29/04/2026
We've been working on hybrid heating systems as the sensible alternative to full-on air source heating for some time. Some of the rules have changed and we thought we'd share some thoughts:
๐๐ฟ๐ฎ๐ป๐ ๐ฟ๐๐น๐ฒ๐ ๐ฎ๐ฟ๐ฒ ๐ป๐ผ๐ ๐๐ต๐ฒ ๐๐ฎ๐บ๐ฒ ๐ฎ๐ ๐ด๐ผ๐ผ๐ฑ ๐ต๐ฒ๐ฎ๐๐ถ๐ป๐ด ๐ฎ๐ฑ๐๐ถ๐ฐ๐ฒ ๐ฏ๐ ๐ฆ๐๐๐ฎ๐ฟ๐ ๐๐ถ๐๐๐ถ, ๐๐๐ข, ๐๐ป๐๐ฎ๐๐ฒ๐ฐ.
Now that the Boiler Upgrade Scheme has changed, air-to-air heat pumps are eligible, EPC requirements have been relaxed, and greater flexibility has been introduced for heat pumps alongside other electric appliances.
Good. But one line has not moved.
Fossil-fuel hybrid systems remain outside BUS.
The governmentโs position is clear. Fine. But grant eligibility is not the same as good heating advice.
Inta is firmly pro-heat pump. In new-build homes and suitable retrofits, a full air source heat pump installation is the right answer. Nobody serious is arguing otherwise.
But the UKโs housing stock is not made up of easy retrofits. Millions of older homes were built around high-temperature heating, combi boilers, existing radiator systems and decades of customer expectation. Some can move fully to heat pumps easily. Others can, but only at a cost, disruption level and confidence threshold that stops the decision dead.
That is where heat-pump-led hybrid systems matter.
They are not an argument against electrification. They are a route into electrification for homes where the alternative is not a full heat pump this year. It is another decade of boiler-only heating.
Recent Worcester Bosch and The University of Salford research showed a properly configured hybrid delivering a weighted average of 94% of annual heat demand from the heat pump, with a 1,270kg COโ reduction against a boiler-only baseline.
That is not token decarbonisation. It is a substantially electrified heating system, with the boiler kept in reserve for when it is genuinely needed.
The test should be simple: more heat pumps fitted, less gas burned, and homeowners who would otherwise wait a decade making the move now.
That matters more than whether a system fits neatly into a grant category.Heat-pump-led hybrids still deserve to be taken seriously. The industry should say so.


== Work order ==
In your copy, leave out the pictures and reproduce the listing below exactly.
-.-.-
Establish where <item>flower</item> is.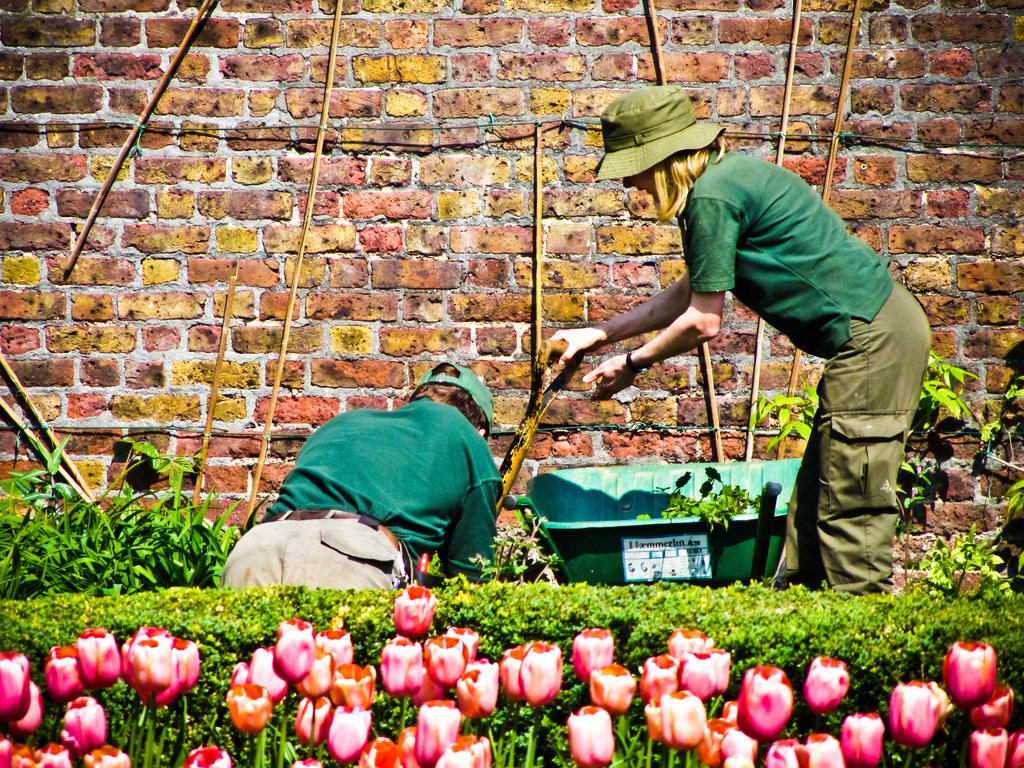
Established at (left=721, top=697, right=748, bottom=724).
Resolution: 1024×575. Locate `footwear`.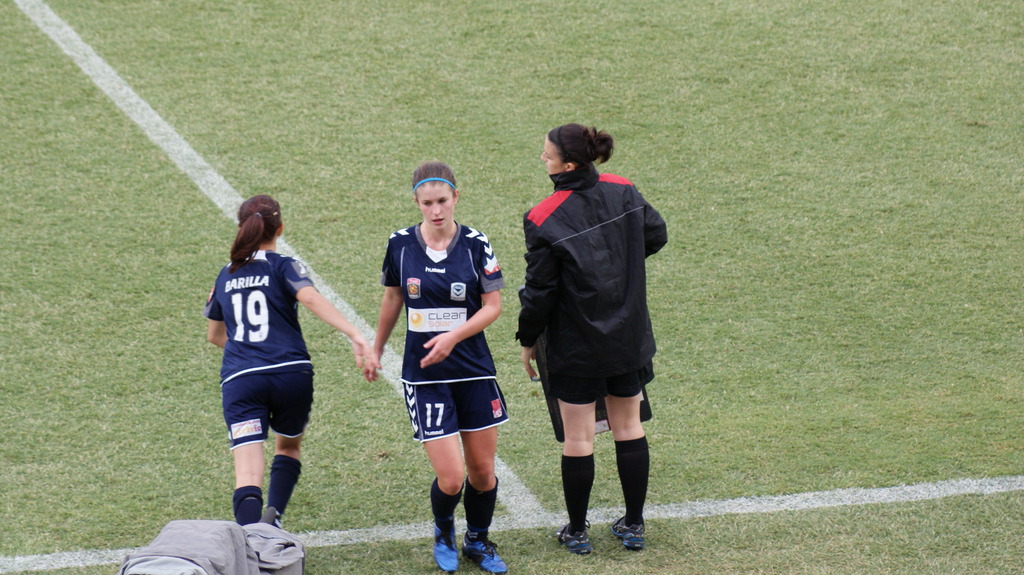
[left=429, top=521, right=460, bottom=574].
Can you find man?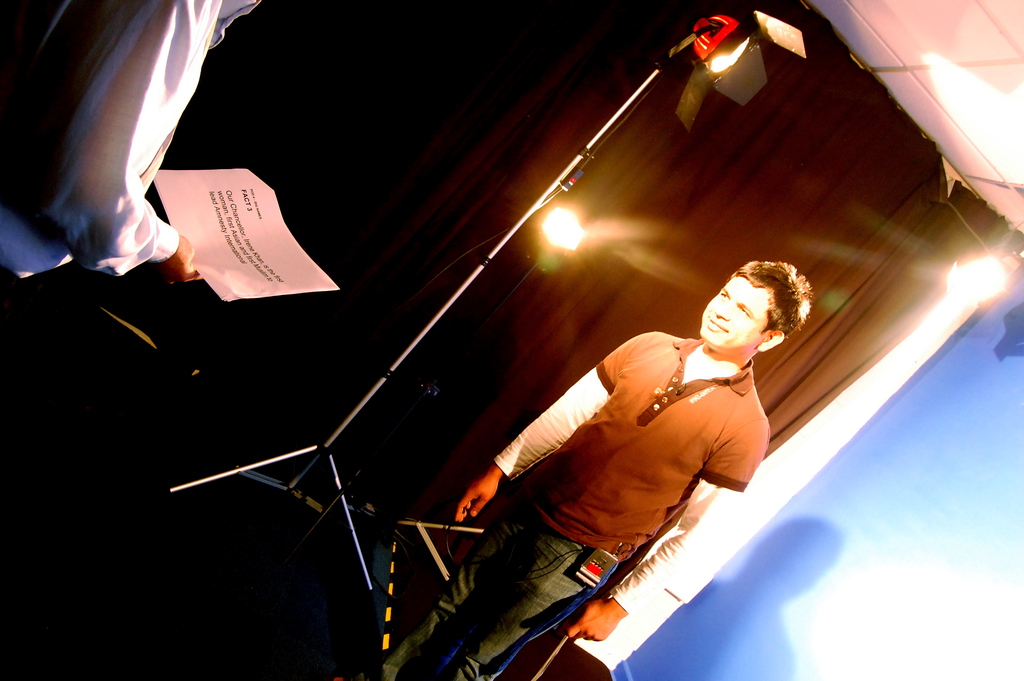
Yes, bounding box: {"x1": 0, "y1": 0, "x2": 270, "y2": 345}.
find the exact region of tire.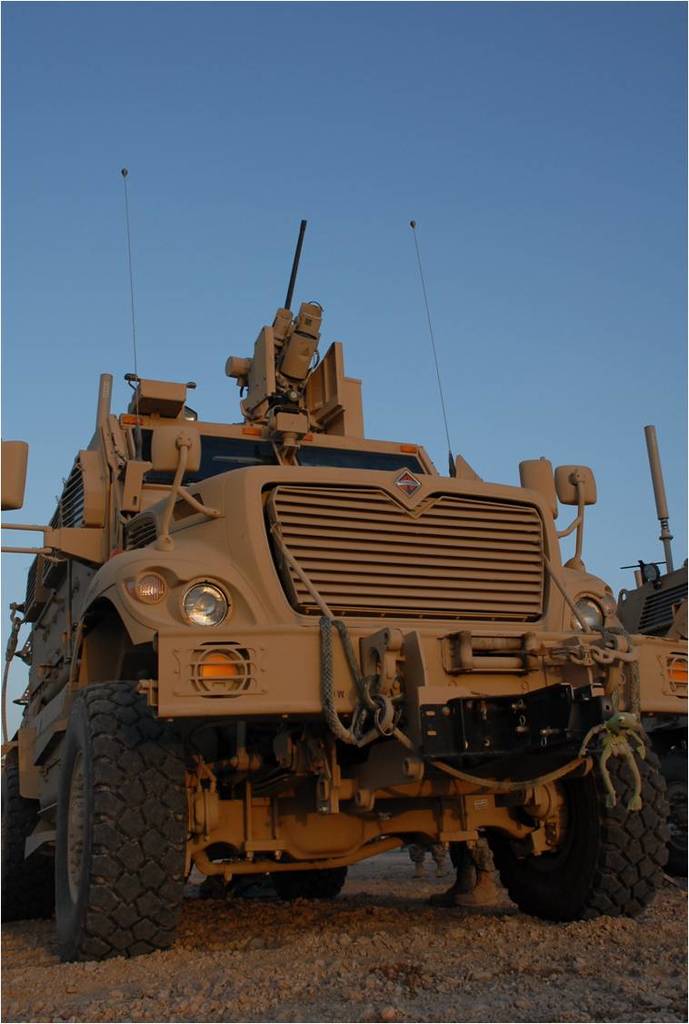
Exact region: 0, 751, 35, 915.
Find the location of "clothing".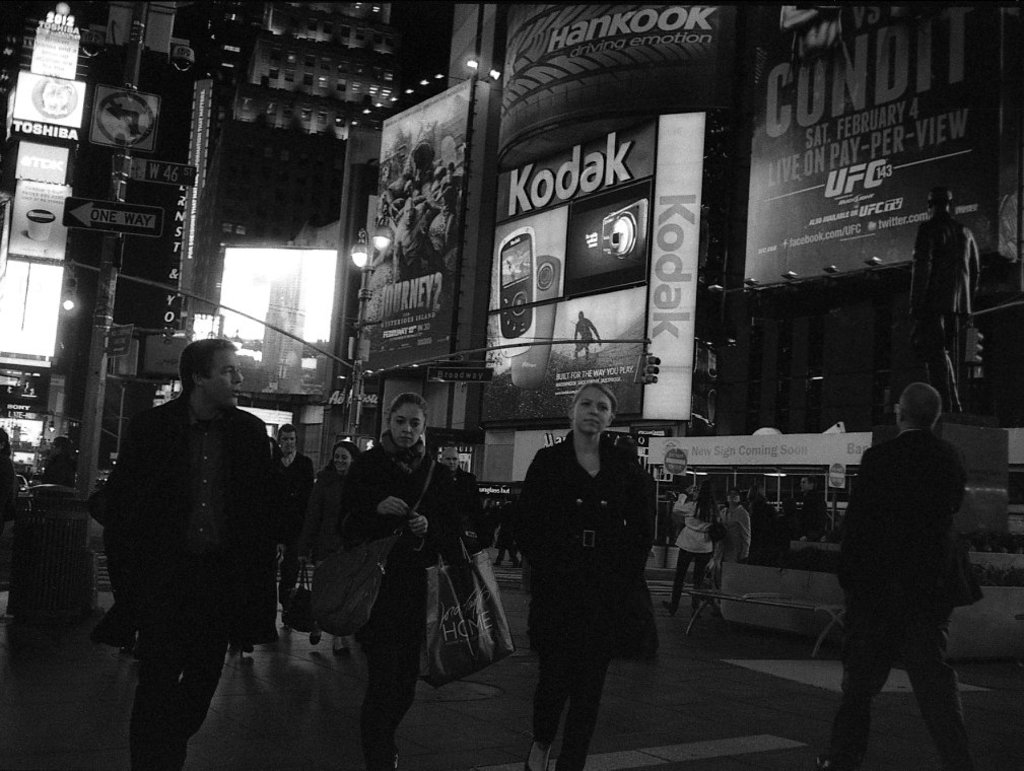
Location: box=[428, 466, 495, 565].
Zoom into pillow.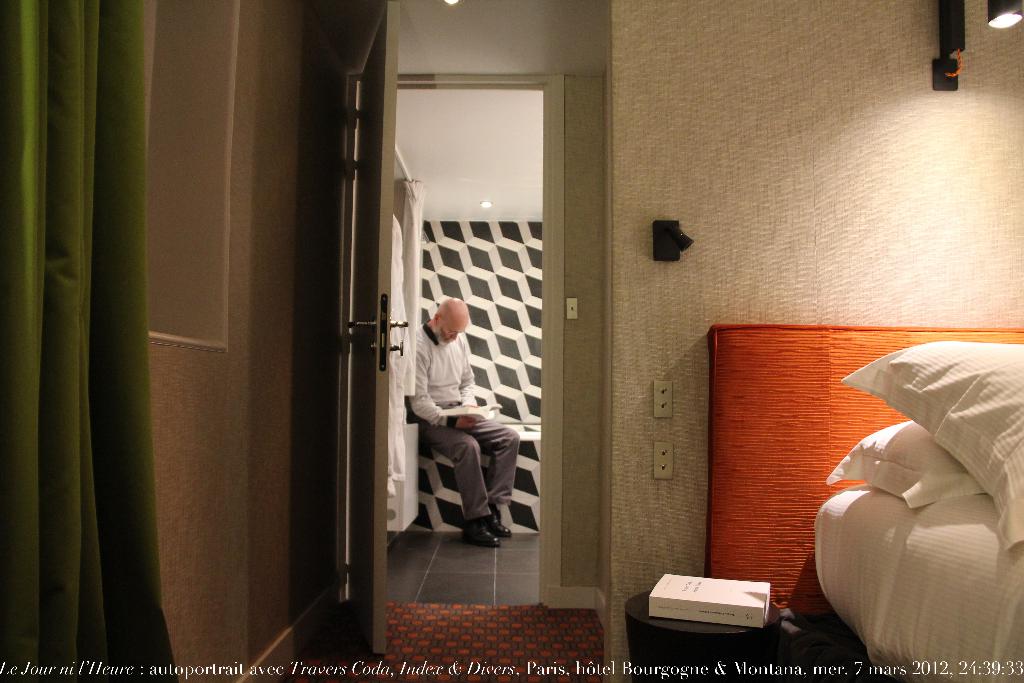
Zoom target: {"x1": 819, "y1": 415, "x2": 981, "y2": 509}.
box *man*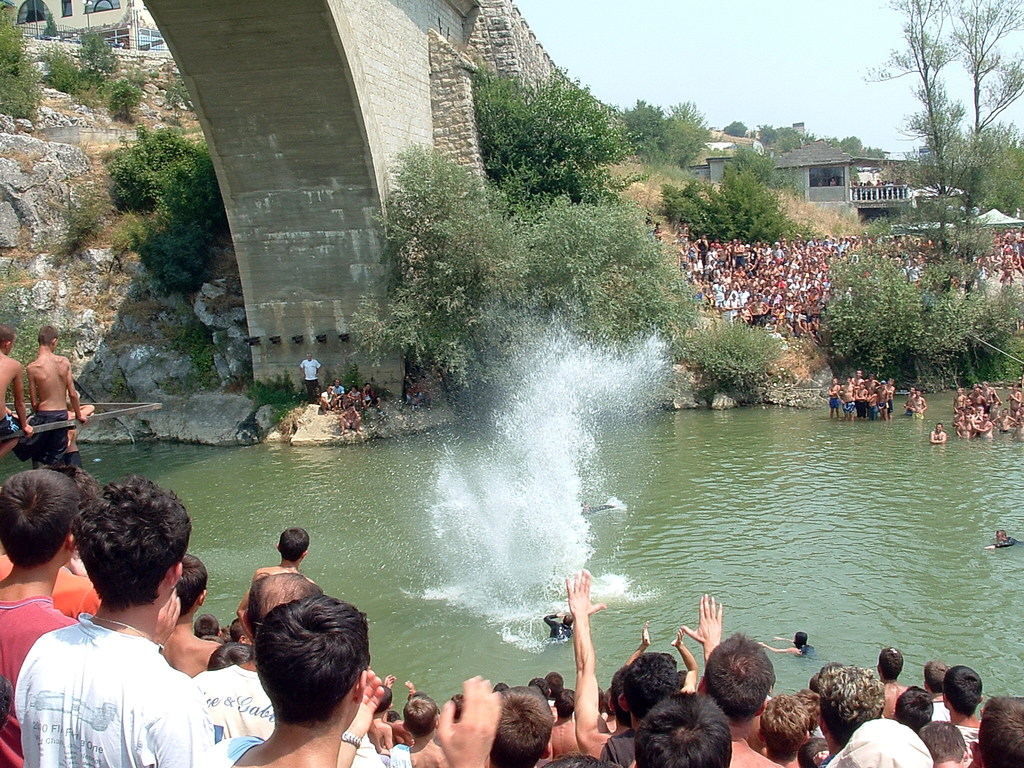
left=817, top=177, right=825, bottom=186
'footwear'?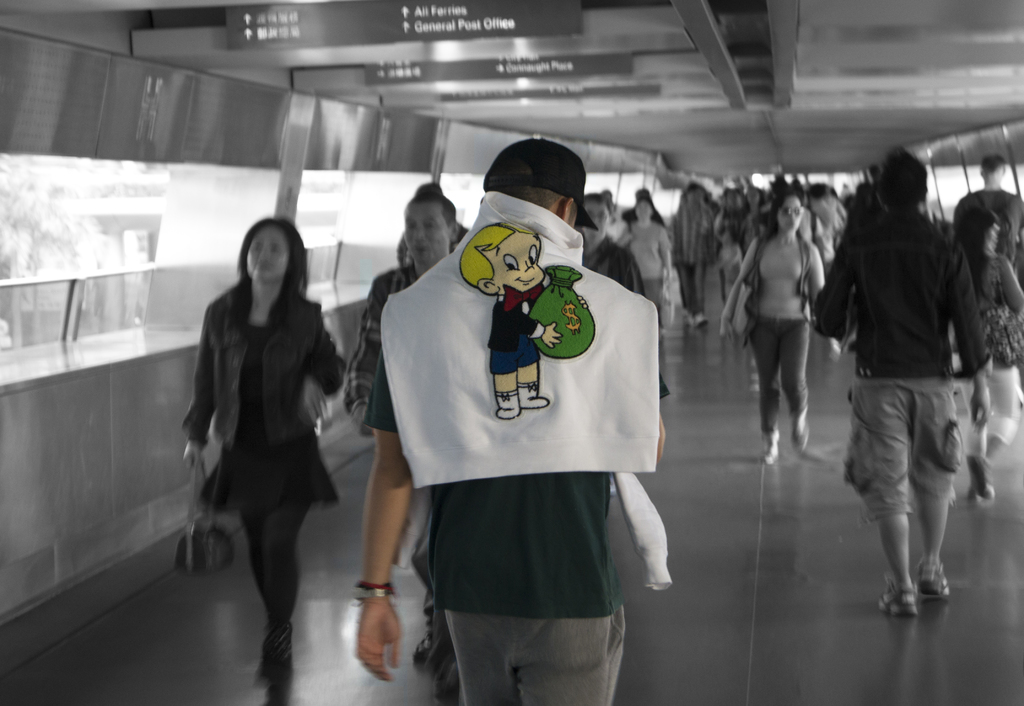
-.-.-
== Reply to the exercise ==
Establish where <item>flower</item> is.
Established at (left=721, top=697, right=748, bottom=724).
Resolution: 1024×575. Locate `footwear`.
[left=429, top=521, right=460, bottom=574].
Can you find man?
Yes, bounding box: {"x1": 0, "y1": 0, "x2": 270, "y2": 345}.
find the exact region of tire.
Exact region: 0, 751, 35, 915.
Find the location of "clothing".
Location: box=[428, 466, 495, 565].
Zoom into pillow.
Zoom target: {"x1": 819, "y1": 415, "x2": 981, "y2": 509}.
box *man*
left=817, top=177, right=825, bottom=186
'footwear'?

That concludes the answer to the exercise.